What this produces, over time, is a kind of accountability mechanism that internal practice can’t deliver on its own. Someone whose discipline lives entirely in the will can imagine they have it and proceed without it; the work might be subtly worse, but the work continues. A contortionist can’t imagine she’s calm. The mirror of her tissue tells the truth, and the truth either lets the shape happen or it doesn’t. Self-deception about her own state collapses on contact with the floor, every session.
This shifts where the practice’s accountability lives. Most disciplines locate the corrective inside the practitioner — a coach who can see what’s wrong, a journal that catches the lie, a sustained habit of self-examination. The corrective is something you cultivate. Kubick’s practice locates the corrective outside the will entirely. The body itself does the catching. You don’t have to work to notice the anxiety; the anxiety announces itself by closing the door to the shape you wanted.
Driving in New York City — a thing Kubick once thought impossible — becomes possible because she can summon the same calmness she summons on stage. Anxiety in ordinary contexts becomes legible to her in a way it wasn’t before, because she’s spent years inside a practice that translates anxiety into immediate, undeniable physical refusal. The practice didn’t teach her that calmness is good. It taught her what calmness actually feels like in her own body — the specific configuration of breath, attention, and tissue that her contortion demands — so that she can recognize it, and its absence, anywhere else.
This is not a recommendation that everyone should take up contortion. Most of us choose practices that tolerate whatever interior state we bring. We pick activities that meet us where we are, because that’s what activities mostly do. Kubick chose one that doesn’t, and the consequence is that she has a daily, embodied measure of her own state that doesn’t depend on her opinion of her own state. The lie about how she feels gets caught not by her honesty but by her hamstrings.
Most of us are working with internal mechanisms only — willpower, attention, intention.

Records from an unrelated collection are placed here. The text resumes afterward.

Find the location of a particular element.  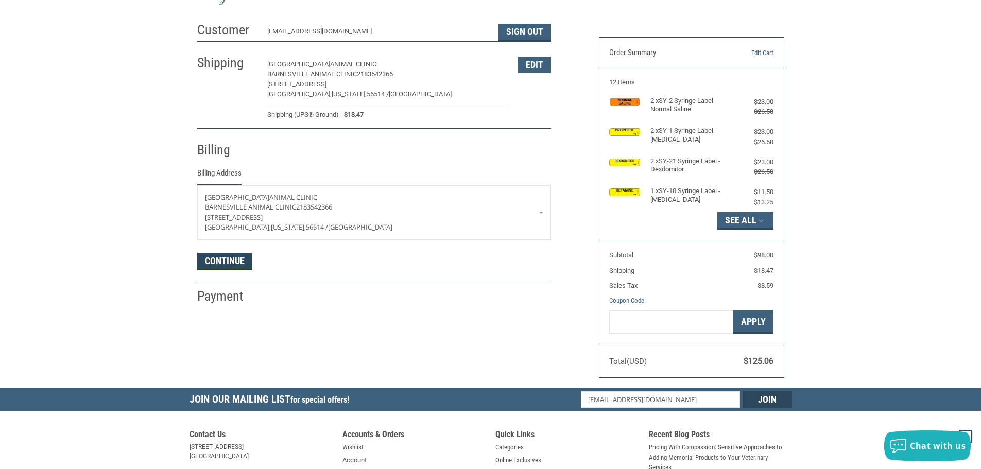

button: Sign Out is located at coordinates (525, 32).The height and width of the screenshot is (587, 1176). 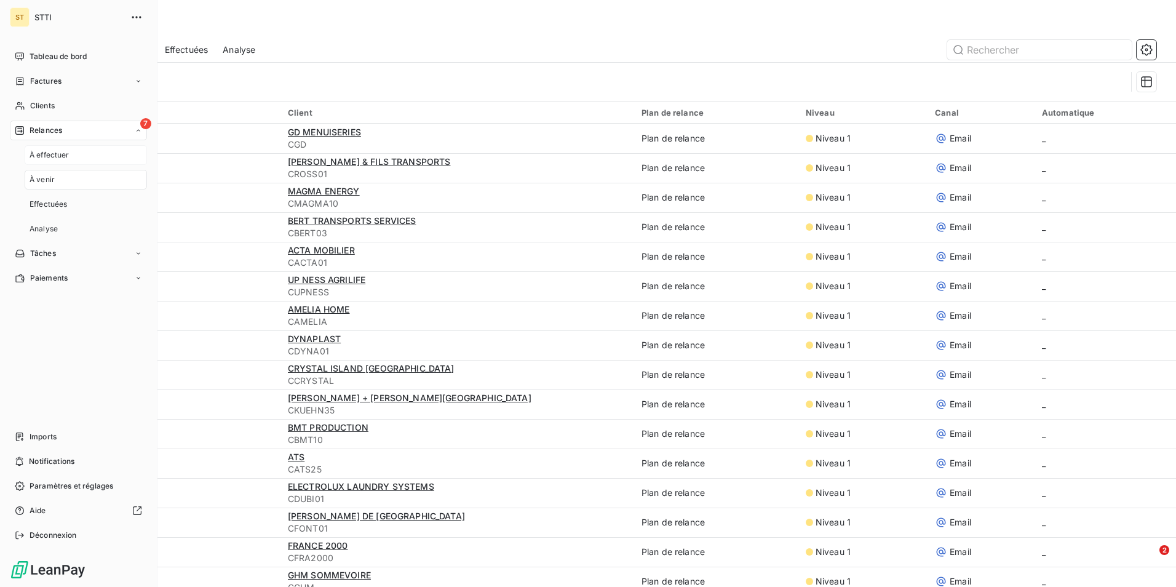 What do you see at coordinates (457, 204) in the screenshot?
I see `span: CMAGMA10` at bounding box center [457, 204]. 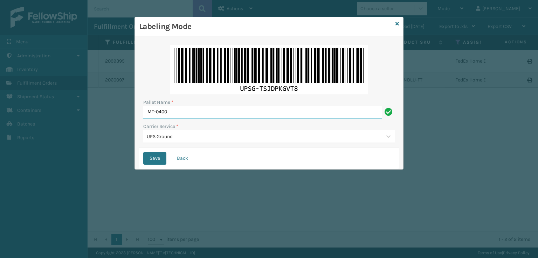 What do you see at coordinates (269, 70) in the screenshot?
I see `img: 9fnWtcAAAABklEQVQDACJmUFu2AW5hAAAAAElFTkSuQmCC` at bounding box center [269, 70]. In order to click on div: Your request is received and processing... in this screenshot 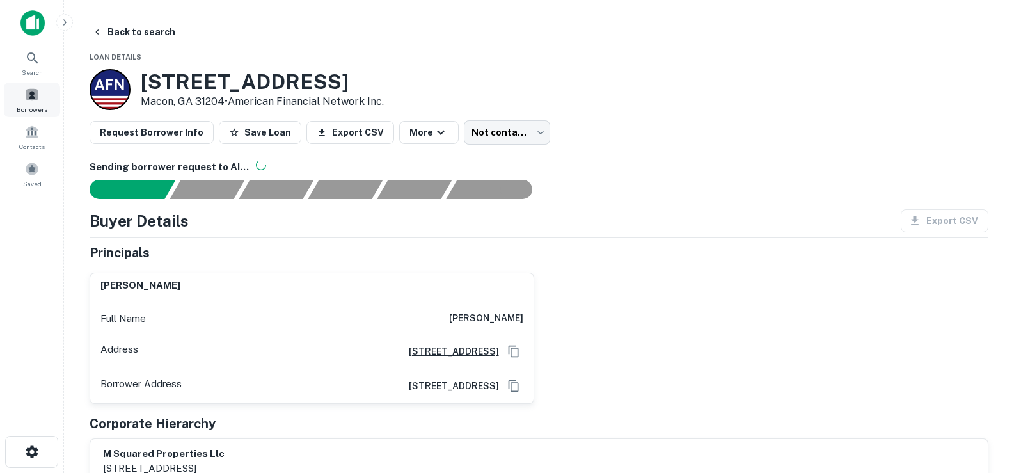, I will do `click(207, 189)`. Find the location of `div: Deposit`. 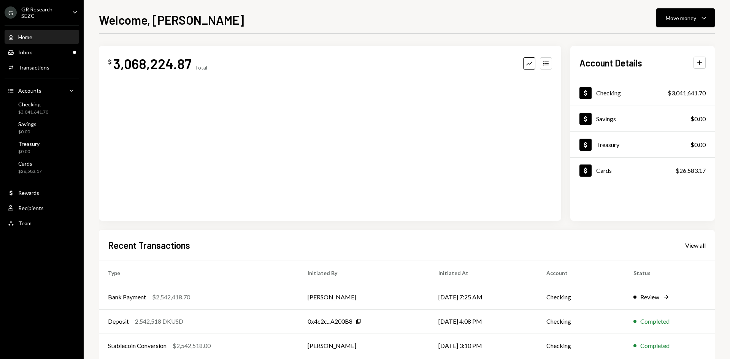

div: Deposit is located at coordinates (118, 322).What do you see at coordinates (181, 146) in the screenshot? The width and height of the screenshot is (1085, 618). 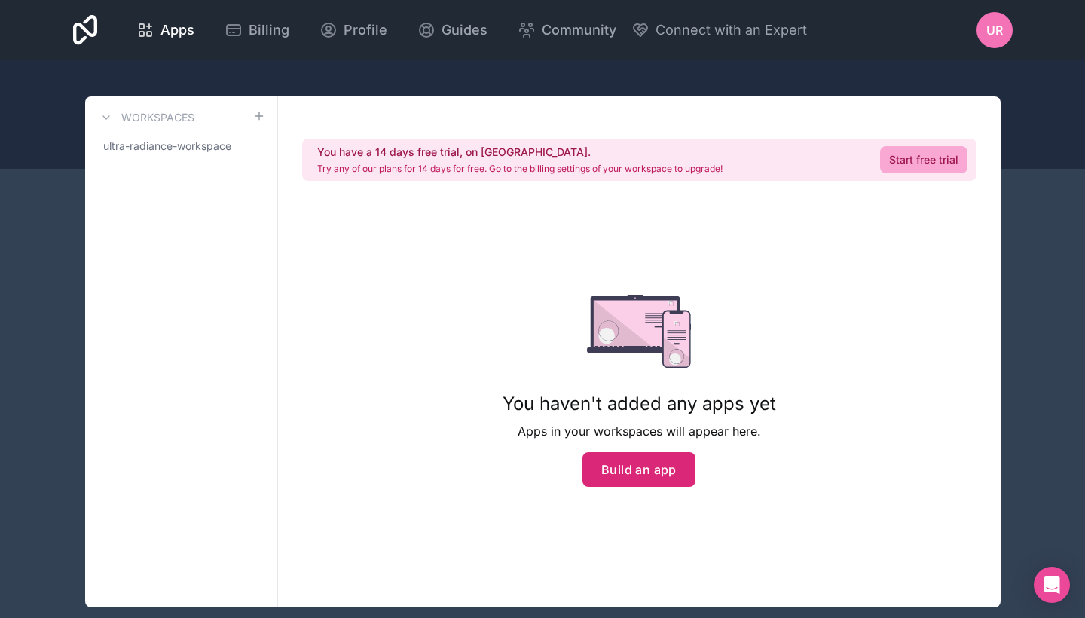 I see `a: ultra-radiance-workspace` at bounding box center [181, 146].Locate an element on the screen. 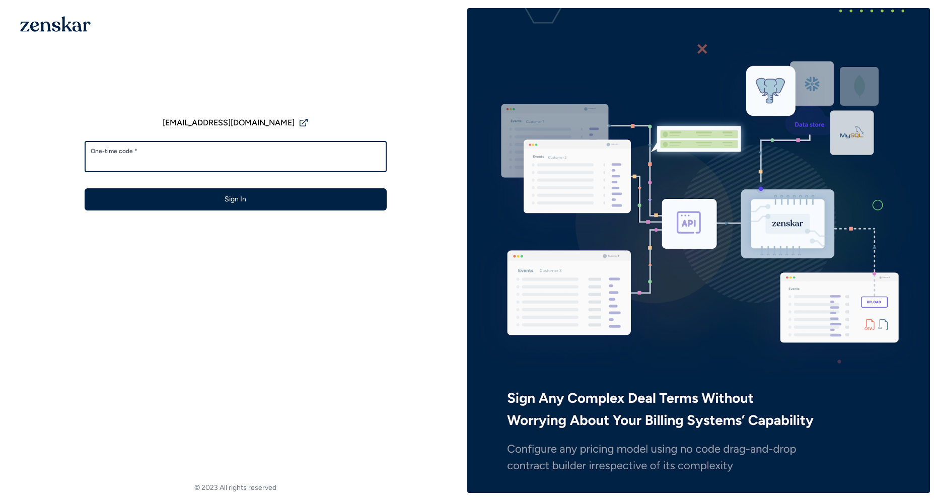 The height and width of the screenshot is (501, 934). button: Sign In is located at coordinates (236, 199). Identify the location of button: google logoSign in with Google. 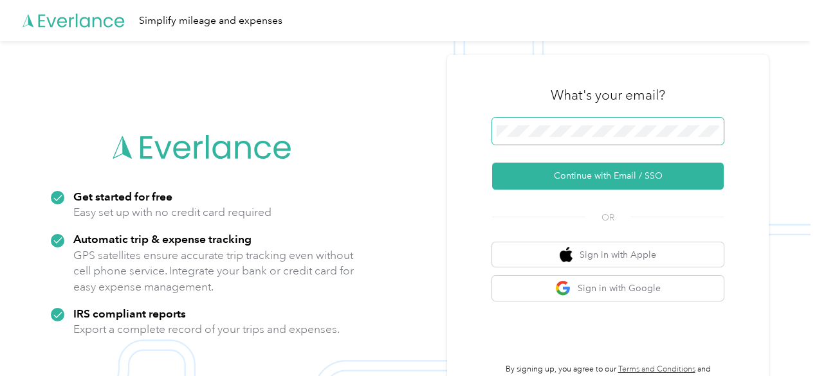
(608, 288).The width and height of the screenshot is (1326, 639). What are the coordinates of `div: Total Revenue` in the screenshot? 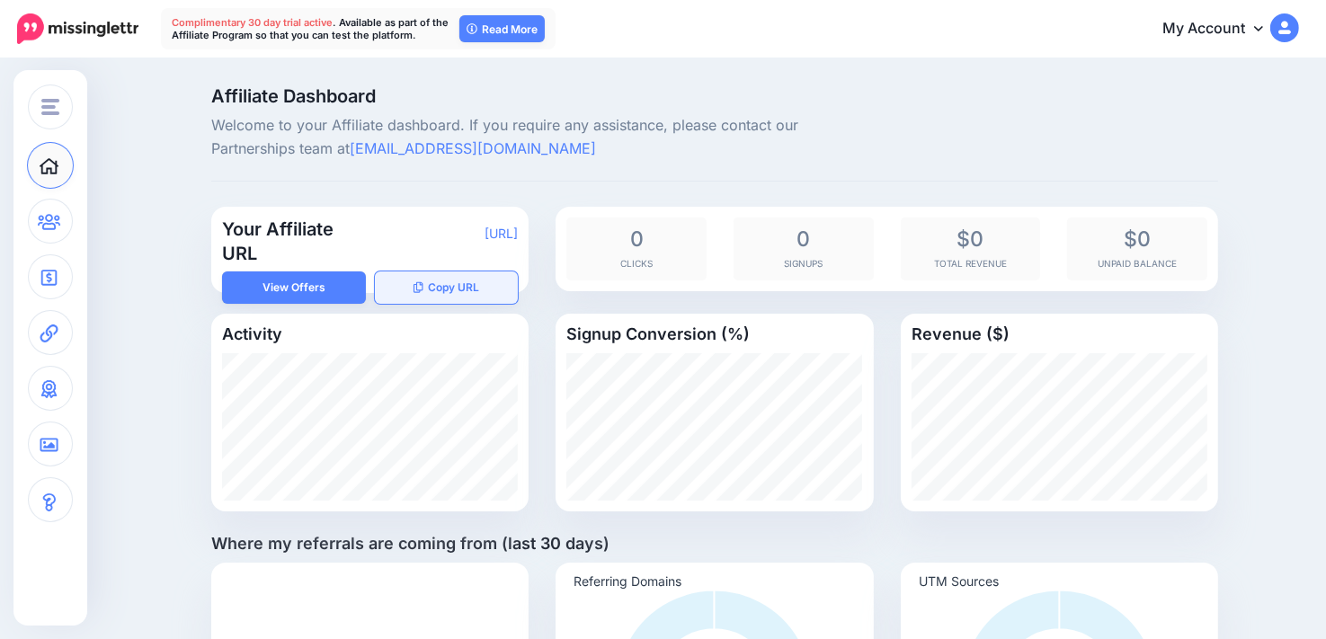 It's located at (971, 249).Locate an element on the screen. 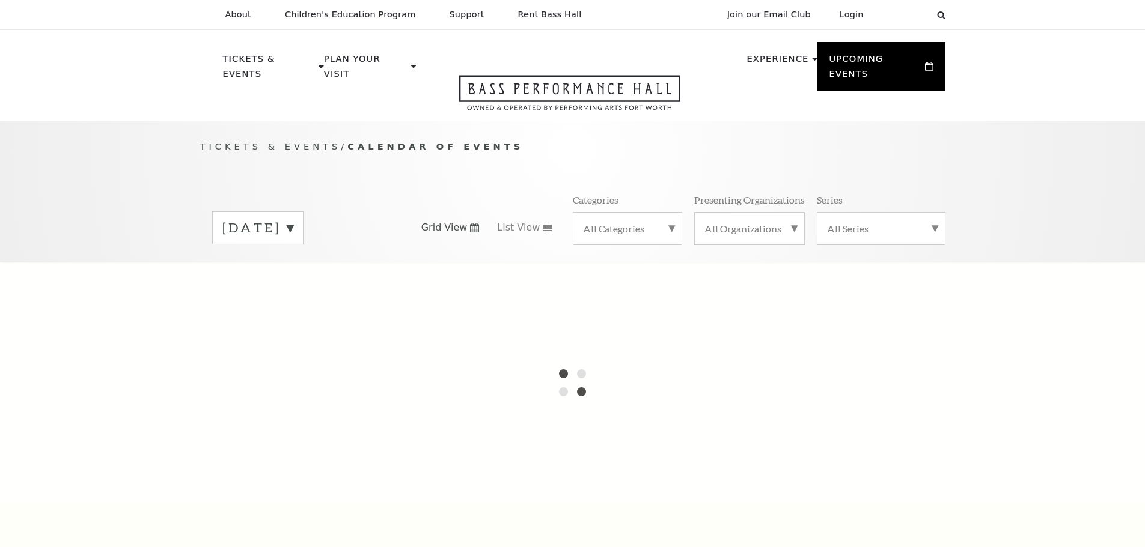 The image size is (1145, 547). select: Select: is located at coordinates (904, 14).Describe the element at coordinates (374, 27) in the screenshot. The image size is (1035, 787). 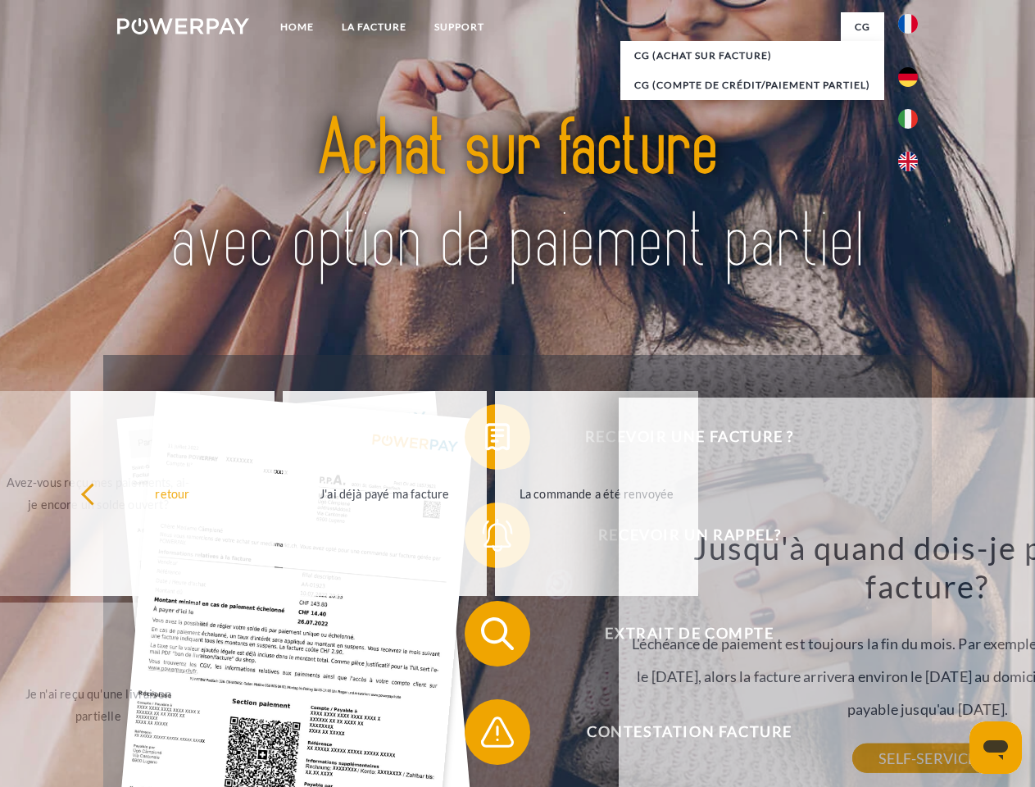
I see `a: LA FACTURE` at that location.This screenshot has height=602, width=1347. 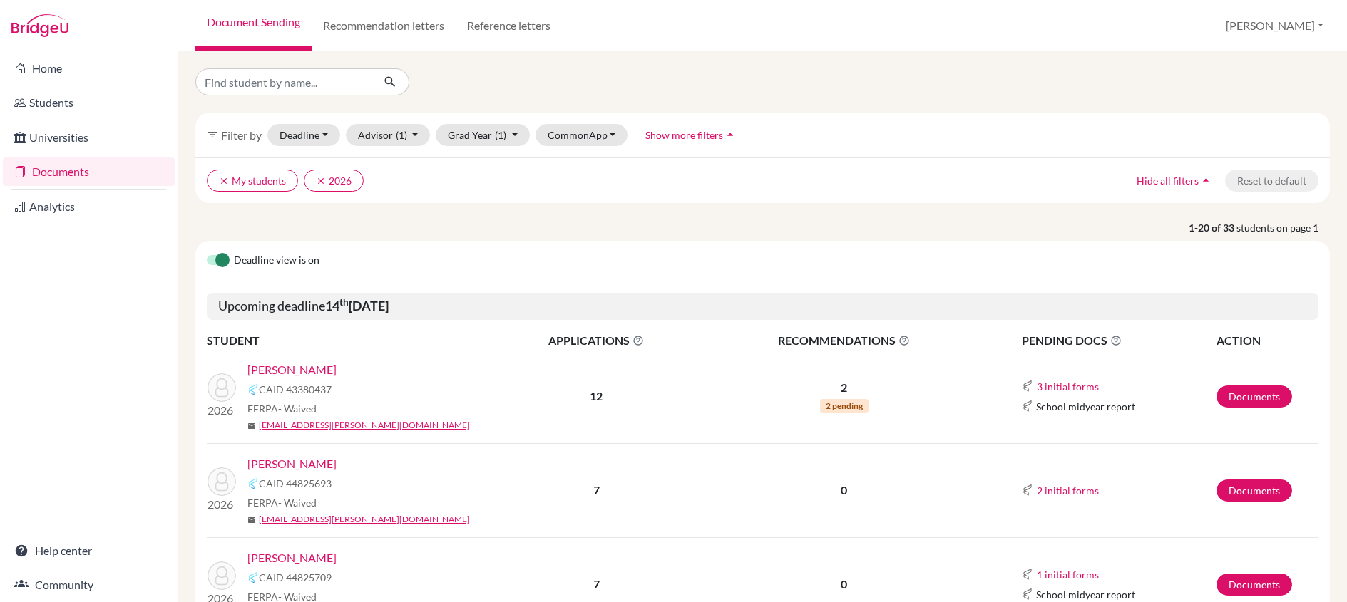 I want to click on img: Mackenzie, Adam, so click(x=222, y=576). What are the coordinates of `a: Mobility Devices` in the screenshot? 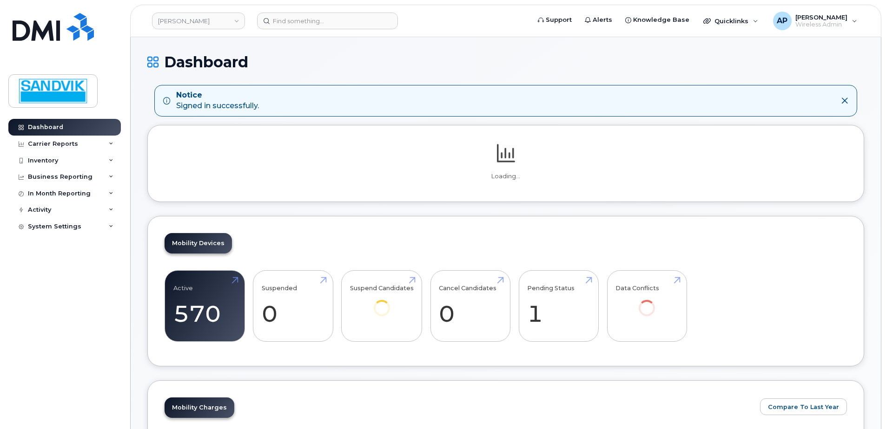 It's located at (198, 243).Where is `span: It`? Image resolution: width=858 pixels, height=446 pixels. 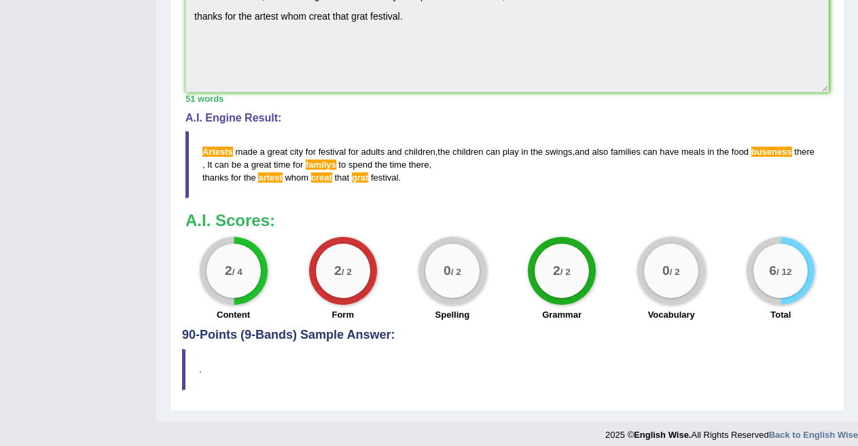 span: It is located at coordinates (209, 164).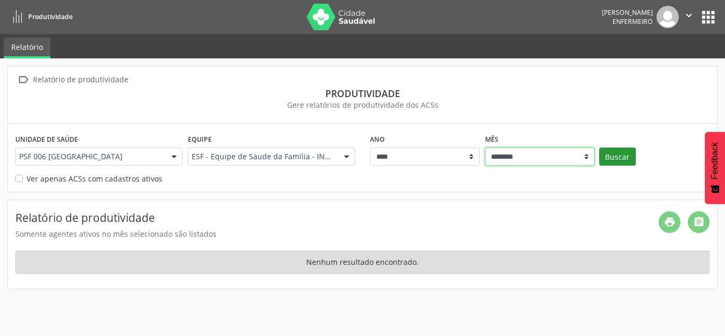  Describe the element at coordinates (715, 168) in the screenshot. I see `button: Feedback - Mostrar pesquisa` at that location.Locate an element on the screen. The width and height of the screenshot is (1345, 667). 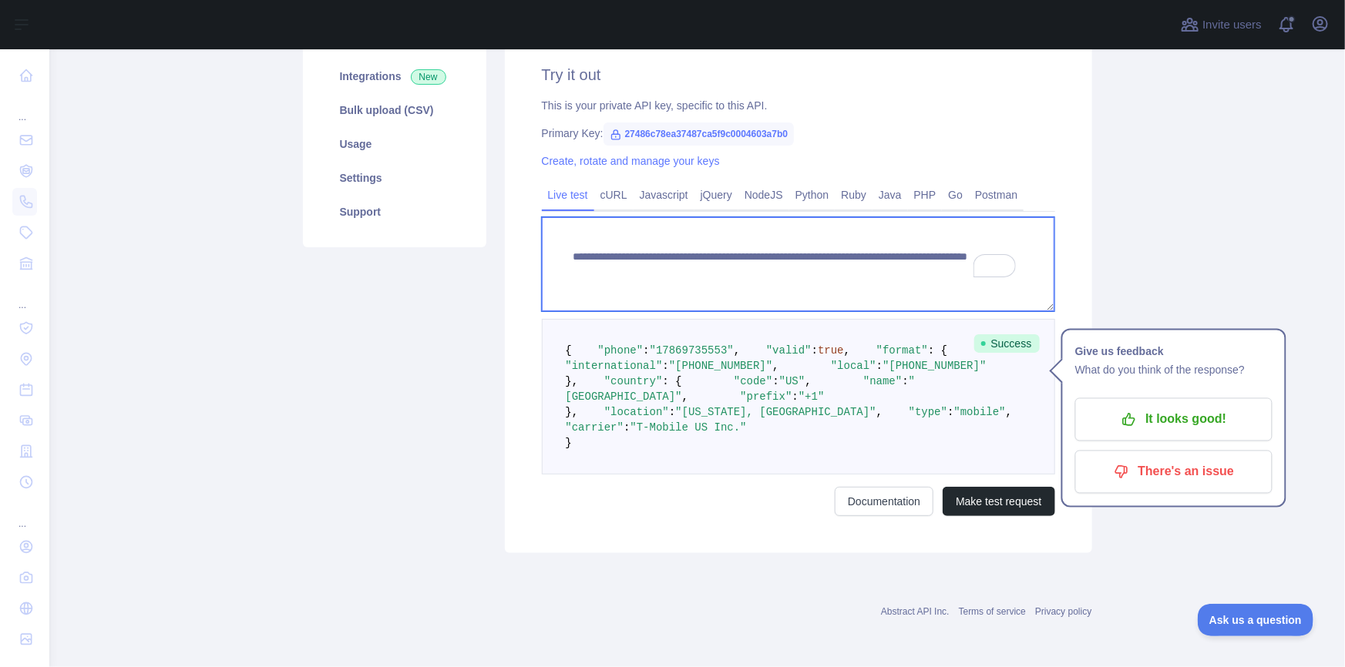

We’re trying to keep ourselves honest with the same equipment that, in the moment of pressure, also wants to be lied to. Kubick has externalized the check. The body that simply refuses to comply with anxiety becomes a kind of mirror she can’t look away from, and a teacher whose verdicts arrive faster than her self-justifications can.
The practices that meet you where you are will let you stay there. The practices that don’t, won’t.
This field note references the Movers Mindset episode “Calmness with Tori Kubick,” published May 26, 2022.
This work was produced using AI language models directed through an editorial system designed by Craig Constantine. The author selected all source material, designed the creative framework, directed the editorial process, and made all acceptance and revision decisions. The prose was generated by AI under sustained human editorial direction.